Additional Information
BISAC Categories:
- Social Science | Sociology - General
- Social Science | Anthropology - Cultural & Social
Dewey: 305.800
LCCN: 99023357
Physical Information: 0.81" H x 5.68" W x 8.81" (1.00 lbs) 236 pages
Themes:
- Cultural Region - West Africa
 
Descriptions, Reviews, Etc.
Publisher Description:
Although African ethnicity has become a highly fertile field of enquiry in recent years, most of the research is concentrated on southern and central Africa, and has passed Ghana by. This volume extends many of the distilled insights, but also modifies them in the light of the Ghanaian evidence.
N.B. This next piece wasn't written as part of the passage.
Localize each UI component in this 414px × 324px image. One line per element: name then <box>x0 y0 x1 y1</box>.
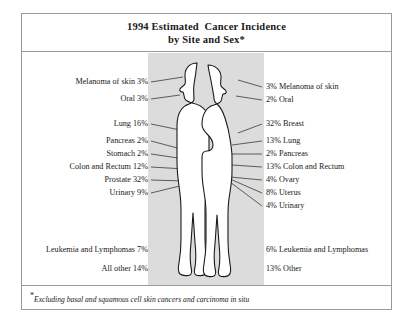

The collection is multidisciplinary in scope and spans the pre-colonial, colonial and post-colonial contexts. A central contention of the volume is that, while there were significant regional variations, ethnicity was not purely a colonial invention'. The boundaries of we-groups' have constantly mutated from pre-colonial times, while European categorization owed much to indigenous ways of seeing. The contributors explore the role of European administrators and recruitment officers as well as African cultural brokers in shaping new identities. The interaction of gender and ethnic consciousness is explicitly addressed. The volume also examines the formulation of the national question in Ghana today - in debates over language policy and conflicts over land and chieftaincy.